What if I promised to give you two pies, but instead of two pies I give you one big pie equal in weight to two pies. Have I failed to fulfill my promise? That was the issue in this case where the contractor had to provide security guards for a certain number of hours. The government claimed the contractor was required to provide a specific number of guards for eight-hour shifts. The contractor claimed it could meet the labor hour requirement by providing fewer guards working longer shifts. The board determined that it could not decide this issue on summary judgment. There was an issue of fact as to whether fewer guards working longer shifts were as effective as more guards working shorter shifts.

Appeals of Aegis Defense Services, LLC d/b/a GardaWorld Federal Service, ASBCA Nos. 62442 et al.

Background

Aegis Defense Services had an IDIQ contract to provide security services in Iraq and Afghanistan. The Army issued several task orders to Aegis under the contract. The task orders required Aegis to provide various categories of guards, in a specific number, and at a particular location. 

A dispute arose between the parties as to whether Aegis was satisfying the contract’s minimum staffing requirements. Aegis was providing the agency with all the labor hours required for each location but not with the number of guards specified by the contract. Thus, if a task required 5 positions to be staffed 24 hours a day with 3 eight hour shifts, this resulted in 120 labor hours — 15 guards (5 positions X 3 shifts) working 8 hour shifts. Aegis was providing the 120 hours but it was using 10 guards working 12 hour shifts.

The Army believed Aegis was not providing staffing as required by the task orders, so it refused to pay the full contract amounts. Aegis appealed to the ASBCA. The Army moved for summary judgment.

Legal Analysis

The board denied the Army’s summary judgment motion due to issues of disputed fact. For the government to win on  summary judgment, it would have to prove that Aegis not only breached the contract by not providing the required staffing, but also that Aegis’s substituted performance—that is, fewer guards working longer hours—was less valuable than the work required by the contract The government claimed that Aegis’s performance was less valuable before fewer guards working 12 hour shifts would not be as effective as more guards working 8 hour shifts. The board agreed that this was a reasonable assumption.
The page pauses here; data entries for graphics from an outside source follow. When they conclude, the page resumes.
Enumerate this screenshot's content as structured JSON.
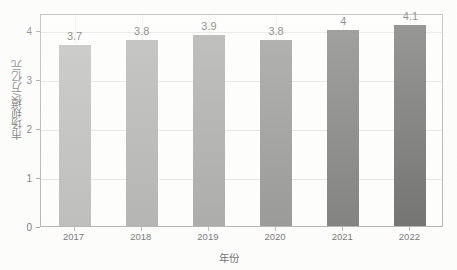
{
  "chart_data": {
    "type": "bar",
    "title": "",
    "xlabel": "年份",
    "ylabel": "市场规模/万亿元",
    "categories": [
      "2017",
      "2018",
      "2019",
      "2020",
      "2021",
      "2022"
    ],
    "values": [
      3.7,
      3.8,
      3.9,
      3.8,
      4,
      4.1
    ],
    "value_labels": [
      "3.7",
      "3.8",
      "3.9",
      "3.8",
      "4",
      "4.1"
    ],
    "series": [
      {
        "name": "市场规模",
        "values": [
          3.7,
          3.8,
          3.9,
          3.8,
          4,
          4.1
        ]
      }
    ],
    "ylim": [
      0,
      4.35
    ],
    "yticks": [
      0,
      1,
      2,
      3,
      4
    ],
    "ytick_labels": [
      "0",
      "1",
      "2",
      "3",
      "4"
    ],
    "xtick_labels": [
      "2017",
      "2018",
      "2019",
      "2020",
      "2021",
      "2022"
    ],
    "grid": "horizontal-and-vertical",
    "legend": "none",
    "bar_colors": [
      "#9a9a9a",
      "#8b8b8b",
      "#7d7d7d",
      "#606060",
      "#3a3a3a",
      "#242424"
    ],
    "frame_color": "#8d8d8d",
    "gridline_color": "#d8d8d8",
    "text_color": "#1d1d1d",
    "background": "#ffffff"
  }
}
But because this was the government’s motion for summary judgment, the board had to grant all inferences in favor of Aegis. Under that standard, the board could not say definitively that working 12 hour shifts provided a different level of security than 8 hour shifts.

Aegis is represented by Paul E. Pompeo and Thomas A. Petit of Arnold & Porter Kaye Scholer LLP. The government is represented by Scott N. Flesch, Captain Michael Brown, and Major Seth Ritzman of the Army.